What is Prompt Engineering?
Prompt engineering is the practice of crafting inputs to LLMs that produce reliable, high-quality outputs. As AI coding tools become central to development, prompt engineering is no longer optional — it directly impacts code quality, agent reliability, and development speed. This guide covers techniques that work across Claude, GPT, and Gemini.
Answer-Ready: Prompt engineering guide for AI coding tools. Covers system prompts, few-shot learning, chain-of-thought, structured outputs, and role-based prompting. Techniques work across Claude, GPT, and Gemini. Essential for Claude Code CLAUDE.md, Cursor Rules, and agent development.
Best for: Developers using AI coding tools who want better results. Works with: Claude Code, Cursor, Codex CLI, any LLM.
Core Techniques
1. System Prompts (Role Setting)
You are a senior Python developer specializing in FastAPI.
You write clean, typed, well-tested code.
You prefer composition over inheritance.
You always handle errors explicitly.Where to use: CLAUDE.md (Claude Code), .cursorrules (Cursor), system message (API)
2. Few-Shot Learning
Convert natural language to SQL.
Example 1:
Input: "How many users signed up last month?"
Output: SELECT COUNT(*) FROM users WHERE created_at >= DATE_TRUNC('month', CURRENT_DATE - INTERVAL '1 month')
Example 2:
Input: "Top 5 products by revenue"
Output: SELECT product_name, SUM(price * quantity) as revenue FROM orders GROUP BY product_name ORDER BY revenue DESC LIMIT 5
Now convert:
Input: "Average order value by country"3. Chain-of-Thought (CoT)
Analyze this code for security vulnerabilities.
Think step by step:
1. First, identify all user inputs
2. Then, trace how each input flows through the code
3. Check if any input reaches a sensitive operation without validation
4. For each vulnerability found, classify severity (Critical/High/Medium/Low)
5. Suggest a specific fix for each vulnerability4. Structured Output Prompting
Extract the following from this error log and return as JSON:
{
"error_type": "string (e.g., TypeError, ConnectionError)",
"root_cause": "string (one sentence)",
"affected_files": ["list of file paths"],
"suggested_fix": "string (specific code change)",
"severity": "critical | high | medium | low"
}5. Constraint-Based Prompting
Generate a React component with these constraints:
- Use TypeScript with strict types
- Use Tailwind CSS only (no inline styles, no CSS modules)
- Must be a functional component with hooks
- Must handle loading, error, and empty states
- Must be accessible (ARIA labels, keyboard navigation)
- Maximum 100 lines of code6. Negative Prompting (What NOT to Do)
Do NOT:
- Add comments explaining obvious code
- Create helper functions for one-time operations
- Add error handling for impossible cases
- Import libraries not already in package.json
- Modify files outside the specified scopeTechnique Selection Guide
| Scenario | Best Technique |
|---|---|
| Code generation | Constraints + Examples |
| Bug fixing | Chain-of-thought |
| Data extraction | Structured output + Examples |
| Code review | Role setting + CoT |
| Refactoring | Constraints + Negative prompting |
| Documentation | Role setting + Examples |
Platform-Specific Tips
Claude Code (CLAUDE.md)
# CLAUDE.md
- Use TypeScript strict mode
- Run `npm test` after changes
- Prefer composition over inheritance
- Never modify files in /vendor/Cursor (.cursorrules)
You are an expert in Next.js 14, TypeScript, and Tailwind.
Always use server components unless client interactivity is needed.API (System Message)
response = client.messages.create(
model="claude-sonnet-4-20250514",
system="You are a code review expert. Be concise and specific.",
messages=[{"role": "user", "content": code}],
)FAQ
Q: Does prompt engineering still matter with advanced models? A: Yes. Better prompts = more reliable outputs, fewer retries, lower costs. The gap between good and bad prompts is smaller with advanced models but still significant.
Q: How long should prompts be? A: As short as possible, as long as necessary. A 5-line prompt with a good example beats a 50-line prompt without one.
Q: Should I use different prompts for different models? A: Core techniques work across models. Adjust for model-specific features (e.g., Claude's tool use vs GPT's function calling).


_Aim of the exercise_
Your task is to filter the entries and copy every line containing the string "axis".

(Items from a data source)
========
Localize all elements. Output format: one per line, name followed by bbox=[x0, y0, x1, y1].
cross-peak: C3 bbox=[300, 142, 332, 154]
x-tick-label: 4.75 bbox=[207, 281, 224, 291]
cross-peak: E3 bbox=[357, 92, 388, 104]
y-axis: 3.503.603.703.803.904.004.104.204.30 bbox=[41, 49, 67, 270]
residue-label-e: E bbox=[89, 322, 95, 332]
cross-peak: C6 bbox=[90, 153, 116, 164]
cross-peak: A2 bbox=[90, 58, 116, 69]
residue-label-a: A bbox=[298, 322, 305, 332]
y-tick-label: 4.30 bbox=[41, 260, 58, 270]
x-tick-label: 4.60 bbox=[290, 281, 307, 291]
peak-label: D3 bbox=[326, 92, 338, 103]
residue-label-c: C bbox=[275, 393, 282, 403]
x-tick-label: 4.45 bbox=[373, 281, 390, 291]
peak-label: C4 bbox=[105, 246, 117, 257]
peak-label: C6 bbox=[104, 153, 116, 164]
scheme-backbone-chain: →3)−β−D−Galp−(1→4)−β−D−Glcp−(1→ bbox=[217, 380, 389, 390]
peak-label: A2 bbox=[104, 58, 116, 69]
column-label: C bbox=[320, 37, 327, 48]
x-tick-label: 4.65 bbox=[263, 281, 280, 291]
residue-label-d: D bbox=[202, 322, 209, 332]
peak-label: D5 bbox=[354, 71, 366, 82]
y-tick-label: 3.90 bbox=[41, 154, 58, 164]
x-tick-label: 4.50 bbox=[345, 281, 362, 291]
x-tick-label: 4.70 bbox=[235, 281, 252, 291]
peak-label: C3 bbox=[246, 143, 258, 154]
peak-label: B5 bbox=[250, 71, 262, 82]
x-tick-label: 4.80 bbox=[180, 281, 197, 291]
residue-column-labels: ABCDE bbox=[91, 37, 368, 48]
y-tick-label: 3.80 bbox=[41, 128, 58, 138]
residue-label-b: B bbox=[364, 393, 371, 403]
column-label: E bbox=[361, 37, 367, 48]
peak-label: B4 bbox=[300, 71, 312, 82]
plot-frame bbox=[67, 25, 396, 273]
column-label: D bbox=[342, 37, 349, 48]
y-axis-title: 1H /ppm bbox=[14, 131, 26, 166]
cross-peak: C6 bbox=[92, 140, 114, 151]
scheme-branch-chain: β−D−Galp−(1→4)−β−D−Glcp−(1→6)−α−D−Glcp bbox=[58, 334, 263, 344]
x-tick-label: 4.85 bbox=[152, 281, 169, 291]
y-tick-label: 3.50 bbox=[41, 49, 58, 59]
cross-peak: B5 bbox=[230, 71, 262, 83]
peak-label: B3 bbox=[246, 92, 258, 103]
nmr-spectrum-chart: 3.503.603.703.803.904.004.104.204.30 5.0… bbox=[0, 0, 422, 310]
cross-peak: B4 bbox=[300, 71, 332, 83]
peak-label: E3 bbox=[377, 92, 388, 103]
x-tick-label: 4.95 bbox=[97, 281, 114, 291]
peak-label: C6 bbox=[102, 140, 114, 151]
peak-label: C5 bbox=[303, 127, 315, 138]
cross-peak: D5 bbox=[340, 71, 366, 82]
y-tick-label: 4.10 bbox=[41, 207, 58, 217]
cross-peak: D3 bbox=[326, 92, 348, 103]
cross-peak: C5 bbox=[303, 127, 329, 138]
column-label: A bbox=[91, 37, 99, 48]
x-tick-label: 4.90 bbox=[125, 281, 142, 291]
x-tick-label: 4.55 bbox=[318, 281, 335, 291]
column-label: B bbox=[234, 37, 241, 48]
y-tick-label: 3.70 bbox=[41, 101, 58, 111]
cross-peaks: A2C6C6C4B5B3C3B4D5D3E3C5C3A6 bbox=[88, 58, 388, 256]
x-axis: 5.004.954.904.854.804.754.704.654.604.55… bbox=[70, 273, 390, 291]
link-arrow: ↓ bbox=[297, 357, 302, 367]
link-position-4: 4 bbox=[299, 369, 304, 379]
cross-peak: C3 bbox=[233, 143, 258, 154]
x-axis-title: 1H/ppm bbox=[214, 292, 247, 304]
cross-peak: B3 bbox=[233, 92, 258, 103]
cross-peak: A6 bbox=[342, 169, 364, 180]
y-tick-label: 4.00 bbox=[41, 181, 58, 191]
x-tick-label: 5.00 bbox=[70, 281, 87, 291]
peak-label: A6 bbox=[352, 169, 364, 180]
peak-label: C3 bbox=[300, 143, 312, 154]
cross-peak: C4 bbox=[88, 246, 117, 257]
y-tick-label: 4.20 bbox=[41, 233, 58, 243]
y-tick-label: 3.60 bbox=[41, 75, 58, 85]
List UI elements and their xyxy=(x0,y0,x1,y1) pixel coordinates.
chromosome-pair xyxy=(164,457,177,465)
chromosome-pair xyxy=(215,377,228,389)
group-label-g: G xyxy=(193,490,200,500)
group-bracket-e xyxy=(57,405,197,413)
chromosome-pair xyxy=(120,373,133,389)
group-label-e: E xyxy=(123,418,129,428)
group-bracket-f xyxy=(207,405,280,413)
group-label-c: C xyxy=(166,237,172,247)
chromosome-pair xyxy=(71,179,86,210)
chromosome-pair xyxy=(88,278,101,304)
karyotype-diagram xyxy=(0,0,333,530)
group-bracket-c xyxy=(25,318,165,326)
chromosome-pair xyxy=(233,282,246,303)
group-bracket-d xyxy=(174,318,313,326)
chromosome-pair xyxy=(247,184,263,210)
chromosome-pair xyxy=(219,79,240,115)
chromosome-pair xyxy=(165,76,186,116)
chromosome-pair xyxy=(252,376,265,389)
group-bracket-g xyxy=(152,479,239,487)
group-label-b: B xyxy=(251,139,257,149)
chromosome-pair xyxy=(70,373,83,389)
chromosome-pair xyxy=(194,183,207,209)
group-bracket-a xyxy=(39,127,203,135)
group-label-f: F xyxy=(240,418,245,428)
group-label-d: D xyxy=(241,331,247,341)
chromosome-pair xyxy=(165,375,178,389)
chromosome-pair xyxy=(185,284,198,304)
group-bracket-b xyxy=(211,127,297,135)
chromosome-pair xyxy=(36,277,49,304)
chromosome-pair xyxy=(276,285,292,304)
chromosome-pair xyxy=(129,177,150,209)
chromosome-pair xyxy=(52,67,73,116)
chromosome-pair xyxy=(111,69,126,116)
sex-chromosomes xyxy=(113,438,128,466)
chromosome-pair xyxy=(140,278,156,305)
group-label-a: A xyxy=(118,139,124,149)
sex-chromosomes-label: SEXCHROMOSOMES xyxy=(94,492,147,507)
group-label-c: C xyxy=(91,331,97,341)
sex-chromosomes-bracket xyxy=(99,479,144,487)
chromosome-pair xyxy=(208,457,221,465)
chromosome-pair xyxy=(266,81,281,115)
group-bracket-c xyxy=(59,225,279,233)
========
_Response to the task_
y-axis: 3.503.603.703.803.904.004.104.204.30 bbox=[41, 49, 67, 270]
y-axis-title: 1H /ppm bbox=[14, 131, 26, 166]
x-axis: 5.004.954.904.854.804.754.704.654.604.55… bbox=[70, 273, 390, 291]
x-axis-title: 1H/ppm bbox=[214, 292, 247, 304]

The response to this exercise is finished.